Retail revival the goal for site Progress vacated
Owners see the building's elegance as a lure.
By By James Thorner
Published November 16, 2007
ST. PETERSBURG - With its Mediterranean, copper-domed towers and limestone-arched entryway, the complex at 100 Central Ave. was conceived in the late 1980s as a grand shopping destination.
But what Maas Brothers and Burdines failed to achieve two decades ago, maybe Fresh Market or Crate and Barrel could fulfill today.
Or so the building's Michigan owners hope.
Rebranded as 100 Bay Central, the edifice dominating one full block of downtown St. Petersburg crawled with real estate brokers Thursday afternoon.
Supplied with wine, cheese and iced shrimp, they got their first peek in about a decade at the complex's sleek glass lobby and high-ceilinged floor space. Most of it was off limits until Progress Energy Florida vacated the building this year for its new 16-story headquarters a couple of blocks away.
The owners hope to put a couple of stores on a ground floor totaling 63,000 square feet. One or two corporate tenants could lease the second floor's 72,000 square feet of offices. But they're flexible: They want to fill the place by June 1.

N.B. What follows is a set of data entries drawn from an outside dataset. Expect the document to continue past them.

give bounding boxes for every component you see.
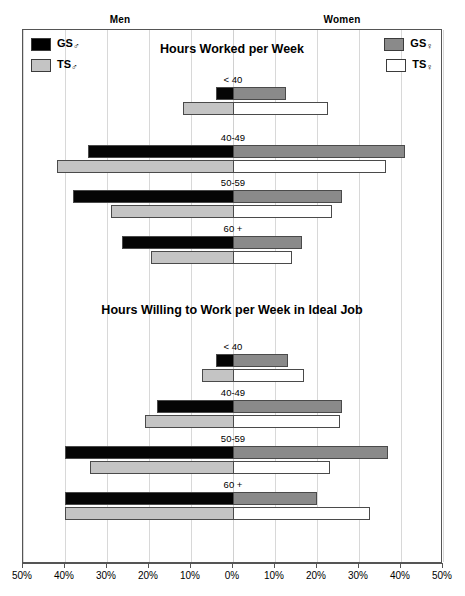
bar-segment-women	[233, 205, 332, 218]
bar-row-top	[23, 190, 441, 203]
bar-segment-men	[65, 507, 234, 520]
bar-group: 60 +	[23, 479, 441, 520]
axis-tick-label-4: 10%	[180, 570, 200, 581]
plot-area: GS♂ TS♂ GS♀ TS♀ Hours Worked per Week Ho…	[22, 29, 442, 563]
bar-group-label: < 40	[224, 74, 243, 85]
axis-tick-label-2: 30%	[96, 570, 116, 581]
axis-tick-label-3: 20%	[138, 570, 158, 581]
axis-tick-label-0: 50%	[12, 570, 32, 581]
bar-row-bottom	[23, 415, 441, 428]
bar-group: < 40	[23, 341, 441, 382]
bar-group: 40-49	[23, 132, 441, 173]
bar-group-label: < 40	[224, 341, 243, 352]
bar-segment-men	[90, 461, 234, 474]
bar-segment-men	[216, 354, 234, 367]
axis-tick-0	[22, 563, 23, 568]
axis-tick-label-6: 10%	[264, 570, 284, 581]
bar-segment-women	[233, 400, 342, 413]
bar-segment-women	[233, 102, 328, 115]
bar-segment-men	[157, 400, 234, 413]
axis-tick-3	[148, 563, 149, 568]
axis-tick-label-8: 30%	[348, 570, 368, 581]
bar-segment-men	[73, 190, 234, 203]
bar-segment-men	[202, 369, 235, 382]
axis-tick-9	[400, 563, 401, 568]
bar-segment-men	[65, 492, 234, 505]
bar-segment-men	[183, 102, 234, 115]
bar-group-label: 50-59	[221, 433, 245, 444]
bar-row-top	[23, 492, 441, 505]
axis-tick-8	[358, 563, 359, 568]
legend-item-ts-female: TS♀	[384, 57, 433, 74]
axis-tick-2	[106, 563, 107, 568]
axis-tick-label-7: 20%	[306, 570, 326, 581]
bar-segment-men	[65, 446, 234, 459]
legend-label-ts-female: TS♀	[412, 59, 433, 72]
bar-segment-men	[111, 205, 234, 218]
bar-segment-women	[233, 236, 302, 249]
bar-row-top	[23, 446, 441, 459]
bar-segment-women	[233, 145, 405, 158]
axis-tick-label-9: 40%	[390, 570, 410, 581]
bar-segment-men	[216, 87, 234, 100]
bar-segment-women	[233, 354, 288, 367]
bar-segment-women	[233, 251, 292, 264]
axis-tick-1	[64, 563, 65, 568]
bar-segment-men	[57, 160, 234, 173]
bar-group-label: 40-49	[221, 132, 245, 143]
bar-segment-men	[122, 236, 234, 249]
bar-row-bottom	[23, 461, 441, 474]
gridline-50	[443, 30, 444, 562]
bar-row-top	[23, 400, 441, 413]
bar-group-label: 60 +	[224, 223, 243, 234]
bar-row-top	[23, 87, 441, 100]
women-heading: Women	[232, 14, 452, 25]
bar-row-bottom	[23, 369, 441, 382]
bar-row-top	[23, 354, 441, 367]
bar-segment-women	[233, 507, 370, 520]
axis-tick-label-1: 40%	[54, 570, 74, 581]
bar-group: 50-59	[23, 177, 441, 218]
axis-tick-7	[316, 563, 317, 568]
bar-row-bottom	[23, 251, 441, 264]
bar-segment-men	[145, 415, 234, 428]
axis-tick-5	[232, 563, 233, 568]
bar-group: < 40	[23, 74, 441, 115]
legend-swatch-ts-female	[386, 59, 406, 72]
axis-tick-label-5: 0%	[225, 570, 239, 581]
panel-title-hours-ideal: Hours Willing to Work per Week in Ideal …	[23, 303, 441, 317]
bar-row-bottom	[23, 507, 441, 520]
bar-segment-men	[88, 145, 234, 158]
legend-label-ts-male: TS♂	[57, 59, 78, 72]
bar-segment-women	[233, 160, 386, 173]
panel-title-hours-worked: Hours Worked per Week	[23, 42, 441, 56]
bar-segment-women	[233, 87, 286, 100]
bar-row-bottom	[23, 205, 441, 218]
bar-row-top	[23, 145, 441, 158]
bar-group-label: 50-59	[221, 177, 245, 188]
bar-segment-women	[233, 369, 304, 382]
bar-segment-women	[233, 190, 342, 203]
bar-row-bottom	[23, 102, 441, 115]
bar-group-label: 40-49	[221, 387, 245, 398]
axis-tick-10	[442, 563, 443, 568]
bar-segment-women	[233, 415, 340, 428]
bar-group-label: 60 +	[224, 479, 243, 490]
bar-segment-women	[233, 492, 317, 505]
bar-segment-women	[233, 446, 388, 459]
axis-tick-label-10: 50%	[432, 570, 452, 581]
axis-tick-4	[190, 563, 191, 568]
axis-tick-6	[274, 563, 275, 568]
figure-root: Men Women GS♂ TS♂ GS♀ TS♀ Hours Worked	[0, 0, 465, 596]
bar-row-top	[23, 236, 441, 249]
legend-swatch-ts-male	[31, 59, 51, 72]
legend-item-ts-male: TS♂	[31, 57, 80, 74]
men-heading: Men	[0, 14, 240, 25]
bar-group: 50-59	[23, 433, 441, 474]
bar-row-bottom	[23, 160, 441, 173]
bar-segment-women	[233, 461, 330, 474]
bar-group: 60 +	[23, 223, 441, 264]
bar-group: 40-49	[23, 387, 441, 428]
bar-segment-men	[151, 251, 234, 264]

"After the first of the year, we're going to hit the ground hard," said Claire Calzon, the Colliers Arnold agent chasing retailers for owner Lutz Real Estate Investments.
"We're looking forward to getting some life back into this building."
Lutz paid $15-million last year for the building, once known as the South Core project. It was part of a multiblock retail district pitched by Bay Plaza Development Group in 1987. The north end of the district became the shops, restaurants and movie theater of BayWalk.
Bay Central is counting on downtown condo construction - the giant Signature Place condo tower is rising next door - to help supply both retail customers and cubicle dwellers.
In a swipe at Tampa's high level of investor-owned condos, Colliers Arnold agent Ben McLeish said St. Peterburg's condos are actually lived in.
Bay Central owner Adam Lutz concurred in plugging St. Pete's prospects over its sister city across the bay.
"It's really a better 24-hour city than Tampa," Lutz said.